If you run a paid Substack newsletter, you've probably thought about giving your subscribers a private place to hang out. A Discord server is the best option for this in 2026 — it's free, it's where most online communities already live, and your readers probably already have an account.

The tricky part is keeping it in sync. When someone pays, they should get access. When they cancel, they shouldn't. Doing this manually every week is the kind of soul-crushing admin work that eats an hour you'd rather spend writing.

This guide walks you through setting it up properly — with automatic sync — in about an hour.

What you'll need

  • A Substack newsletter with a paid tier (already set up)
  • A Discord account
  • Access to the Stripe account connected to your Substack
  • A tool to bridge them — I'll use StackPasssince that's what we built, but the principles are the same for any similar tool

Step 1: Create your Discord server

If you don't already have one, creating a Discord server takes 30 seconds:

  1. Open Discord → click the + at the bottom of the left sidebar
  2. Choose “Create My Own” “For me and my friends”
  3. Name it after your newsletter. Keep the URL slug clean if you plan to share it.

Now plan your channel structure. The minimum you need is two categories: one for paying subscribers, one for free/public. A typical setup:

  • Public — #welcome, #announcements, #intros
  • Paid Members Only — #subscribers-lounge, #ama, #behind-the-scenes, voice channels, etc.

In Discord, the way you gate the “Paid Members Only” category is by creating a roleand setting channel permissions so only members with that role can see them. You'll create that role next.

Step 2: Create the paying-subscriber role

In your Discord server → Server Settings → Roles → Create Role. Name it something clear: Paid Member, Subscriber, Inner Circle— whatever fits your brand. Give it a distinct color so subscribers feel seen when they post in public channels.

Now set channel permissions: for each “Paid Members Only” channel, uncheck View Channelfor @everyone and check it for your paid-member role. This is the manual part — you only have to do it once.

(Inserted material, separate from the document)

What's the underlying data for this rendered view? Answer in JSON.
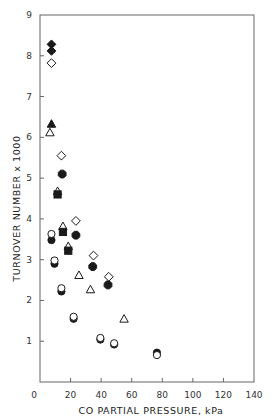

Step 3: Decide how you'll sync subscribers

Here's where most creators get stuck. Substack doesn't have a native Discord integration. You have three realistic options:

  1. Manual sync: every week, export your Substack subscriber list, cross-reference with Discord members, grant/revoke roles. Takes 30–60 minutes per week, scales terribly.
  2. DIY with a Discord bot + Zapier: technically possible, but Zapier doesn't have clean access to Substack subscription data and Discord bot permissions are nontrivial to manage yourself.
  3. A purpose-built tool: like StackPass or Sidestack. These connect to the Stripe account that processes your Substack payments, listen for subscription changes in real time, and grant/revoke Discord roles automatically.

Option 3 is what this guide covers, and honestly it's the only option I'd recommend if you have more than 20 paying subscribers.

Step 4: Connect your Stripe account

Here's the key insight: Substack processes every paid subscription through your own Stripe account. You can see this in your Substack settings under Payments → Stripe. That's the source of truth for who's paying you.

Sign up for StackPass and connect Stripe:

  1. Go to getstackpass.com → start your 14-day free trial
  2. In your dashboard, click Connect Stripe
  3. Stripe's OAuth page opens → click “Connect this account” using the Stripe account Substack pays you through

StackPass now has a read-only view of your active paying subscribers. We never see card numbers — Stripe handles that — but we can see subscription statuses so we know when someone's entitled to the role.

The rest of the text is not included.